The Jewish Agency is sending a team of officials back into Ethiopia this week to arrange transportation to Israel for an estimated 2,000 Jews who missed last month’s Operation Solomon airlift.
The airlift brought more than 14,000 Jews from Addis Ababa to Israel over a 36-hour period on May 24-25. But some 350 Jews did not make it to the airport in time for the airlift, and another 1,500 to 2,000 Jews are believed to be living still in the northwestern province of Gondar.
Also left behind in the capital were about 3,000 Jews who had converted to Christianity.
That triggered a controversy here over whether the converts should be helped to immigrate to Israel. In addition to those left in the capital, there are anywhere from 8,000 to 60,000 converts believed to be living in other parts of the country, including Gondar, where most of the Jews once lived.
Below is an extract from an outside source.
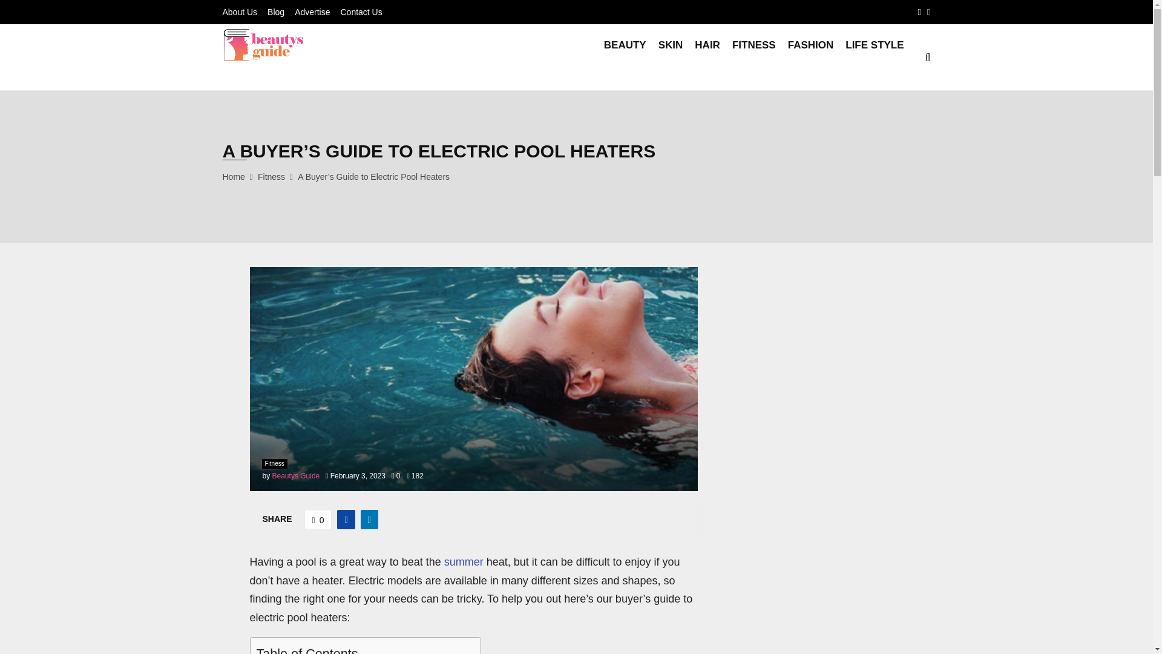 The width and height of the screenshot is (1162, 654). I want to click on 0, so click(396, 475).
Jewish Agency Chairman Simcha Dinitz said the decision on whether they should be brought here rests with Prime Minister Yitzhak Shamir.
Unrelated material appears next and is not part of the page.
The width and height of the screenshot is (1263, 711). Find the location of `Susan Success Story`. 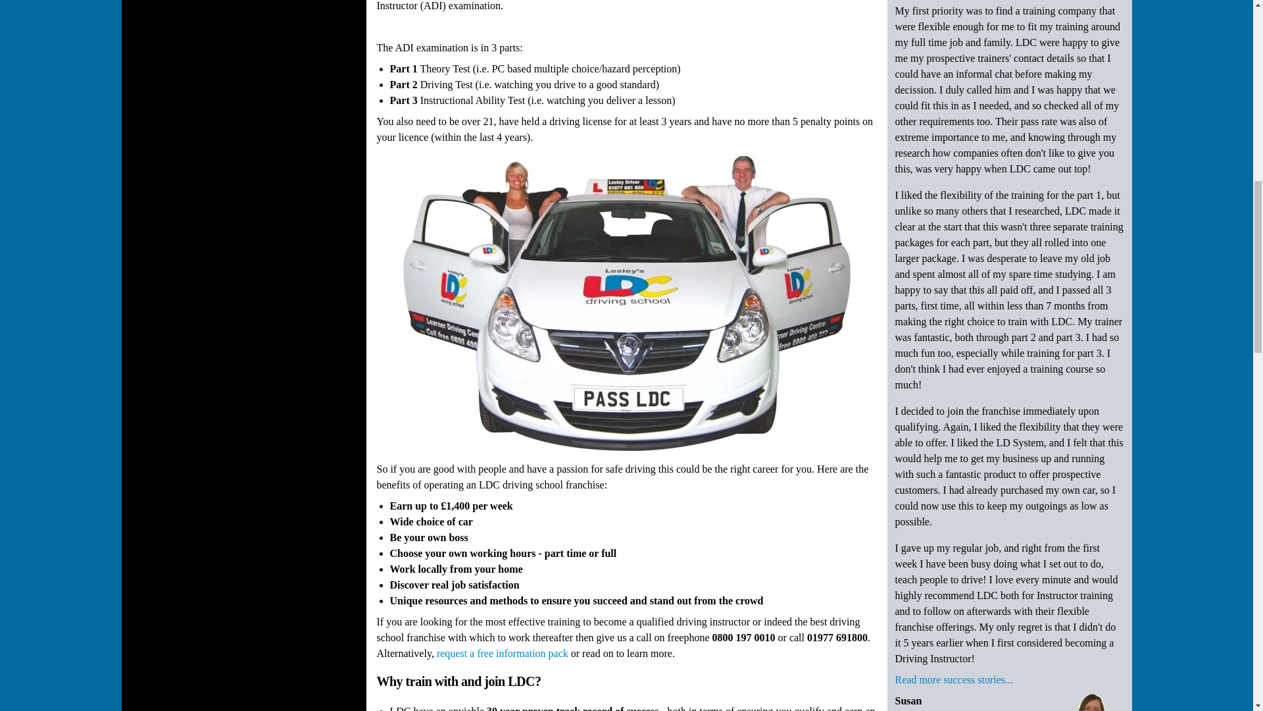

Susan Success Story is located at coordinates (1091, 701).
Dinitz disclosed that Shamir personally gave instructions during Operation Solomon not to take the converts, disregarding pressure from Housing Minister Ariel Sharon and other ministers and Knesset members who want maximum aliyah.
Dinitz told a Voice of Peace radio interviewer that the 3,000 converts left behind in Addis Ababa had been brought to the capital from the Gondar region by the American Association for Ethiopian Jews, not the Jewish Agency.
The Chief Rabbinate resolved last week to send a delegation of rabbis and kessim to Addis Ababa to investigate the status of the converts and oversee their “return” to Judaism. The kessim are the Ethiopian Jewish religious leaders.
The Jewish Agency, however, is determined to bring out the remaining authentic Jews, who were on their way from Gondar to Addis Ababa during Operation Solomon or missed the airlift for other reasons.
FEW VENTURE OUT OF ABSORPTION CENTERS
Dinitz said the agency wants to get them all out as soon as possible. He rejected the notion of waiting for the country to return to normalcy following the recent overthrow of the government.
The Jewish Agency chairman reported, meanwhile, that the number of absorption centers housing Operation Solomon arrivals has been reduced from 49 to 33, as the family registration process progresses.
Dinitz said about 25 percent of the new olim would soon be moved from the hotels serving as absorption centers to mobile homes, close to relatives who preceded them to Israel.
The new immigrants got official permission Monday to leave the absorption centers, where they have been confined since their arrival in Israel two weeks ago.
They were kept on the premises to allow for their smooth registration. But when the doors were opened, few would venture away from the now familiar environment.
Those who did leave were instructed by Jewish Agency personnel not to go too far. Some were given escorts. All immigrants received identification cards with their names and the addresses of the absorption centers.